Wales, United Kingdom: Leah Morantz

Here in Cardiff and Vale, our Health Board put together a focused home birth team of 2 midwives who would serve as “ambassadors” for home birth and make sure that women were being supported if that was the choice they made.

Leah Morantz

Health experience related to: childbirth

Training and empowering health workers to attend to evolving population health needs and preferences leads to improved trust and satisfaction with the health system.

I gave birth to my second son last year. He was born at home and that was a choice that I had made and worked very closely with the midwives in my maternity services unit to achieve. My first birth experience in a hospital was quite traumatic and that was central to my decision to have an undisturbed home birth the second time.

The Welsh Government decided some time ago that they wanted the maternity services units across Wales to improve home birth rates overall. Here in Cardiff and Vale, our Health Board put together a focused home birth team of 2 midwives who would serve as "ambassadors" for home birth and make sure that women were being supported if that was the choice they made. It was definitely a new way of working.

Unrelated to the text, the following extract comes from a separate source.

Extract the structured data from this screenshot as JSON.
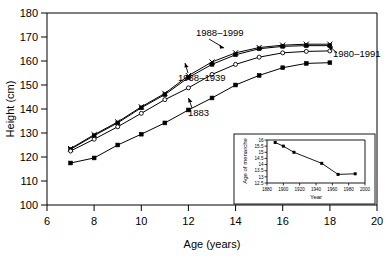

Prior to the introduction of this policy, pregnant women in the area who wanted to have a home birth were not always being supported in the right way, and I think that was because home birth wasn't sanctioned as openly as it might have been. So there was a situation where if you were a prospective mom and wanted a home birth, you might have a community midwife who was supportive of it or you might have one who wasn't. And that would potentially have an influence on whether you could have a home birth in the end. The Health Board made an active decision to promote home birth as a choice.

I think the real benefit to that comes from providing women with a choice of where they wish to give birth: in the midwifery unit, in the consultant unit or at home. Every woman should have the ability to decide what's right for her.

In my particular case, I had many of my antenatal appointments at my house. That was extremely valuable, because it helped me develop comfortable relationships with the midwives, who were seeing my home as the place where the baby's birth was going to happen.

Midwives are not just doing the role of a traditional midwife anymore. In today's context they have to look at the whole woman. They have to be able to help women with substance abuse problems and physical abuse problems, as well as with physical problems related to the pregnancy. Midwifery is more than the training that you get from a clinical perspective; I think it's a very holistic role and it's a very special role in the context of health care.

The 2 things that were most important to me were the feeling that I was listened to at every step of the way and that my wishes and the planning that I had put into the birth were being respected. At all times I was part of the decision-making process.

I received exactly the care that I wanted and that was right for me. The only improvement I would like to see is for the National Health Service to offer the same options to every woman who wants to have a home birth, and also to every woman who wants to have a birth in the hospital.